The problem in trying to draw out a greater level of supply via various policy instruments is that you can overshoot.

Ill-advised interventions

At the height of the boom in 2006, the State built 90,000 new homes, nearly twice the level of demand, which was retrospectively estimated at 50,000.

This was market failure fanned by ill-advised interventions on the supply side in the form of tax breaks for developers and on the demand side via help-to-buy schemes and mortgage interest reliefs.

We’re still tinkering with the market now by restricting lending and with a new help-to-buy scheme.

Whatever about the mortgage lending curbs, many experts believe the Government’s scheme smacks too much of a boom time measure.

The ESRI would prefer the Government to fast-track a site tax, planned for 2019, to force developers hoarding land to get building, which it claims would buttress supply without fanning prices.

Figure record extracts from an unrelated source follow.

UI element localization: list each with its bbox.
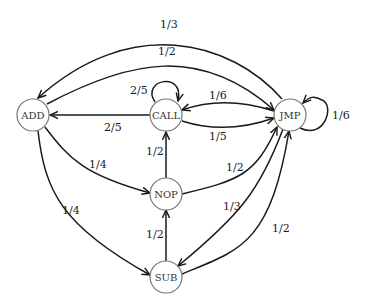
edge-call-to-jmp [182, 118, 274, 127]
node-add-label: ADD [20, 110, 44, 121]
edge-jmp-to-call [182, 103, 274, 111]
label-call-self: 2/5 [130, 84, 148, 97]
node-call-label: CALL [152, 110, 181, 121]
label-call-jmp: 1/5 [209, 130, 227, 143]
label-add-nop: 1/4 [89, 158, 107, 171]
node-jmp: JMP [274, 99, 306, 131]
label-nop-call: 1/2 [146, 145, 164, 158]
label-sub-jmp: 1/2 [272, 222, 290, 235]
edge-jmp-to-sub [178, 129, 283, 266]
label-nop-jmp: 1/2 [226, 161, 244, 174]
label-jmp-sub: 1/3 [223, 200, 241, 213]
node-nop: NOP [150, 178, 182, 210]
node-add: ADD [17, 99, 49, 131]
node-nop-label: NOP [154, 189, 178, 200]
label-jmp-self: 1/6 [332, 109, 350, 122]
label-call-add: 2/5 [104, 121, 122, 134]
label-jmp-call: 1/6 [209, 89, 227, 102]
node-sub: SUB [150, 261, 182, 293]
label-sub-nop: 1/2 [146, 228, 164, 241]
node-jmp-label: JMP [279, 110, 301, 121]
node-call: CALL [150, 99, 182, 131]
node-sub-label: SUB [155, 272, 178, 283]
label-add-jmp: 1/2 [158, 45, 176, 58]
label-jmp-add: 1/3 [160, 18, 178, 31]
edge-add-to-sub [38, 131, 150, 275]
label-add-sub: 1/4 [62, 204, 80, 217]
transition-diagram: 1/3 1/2 2/5 2/5 1/6 1/5 1/6 1/4 1/4 1/2 … [0, 0, 367, 302]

In any case, we probably shouldn't be focusing on the level of new builds but on the overall housing stock. Lorcan Sirr of DIT calculates that while 12,666 new homes were completed last year the housing stock, as measured by the Central Statistics Office, only increased by 6,282.

The anomaly reflects the number of existing homes becoming derelict or being taken over for reconstruction. This means the supply of new homes may be significantly less than the headline number of new builds, which suggests the 30,000 may, in fact, be an underestimate.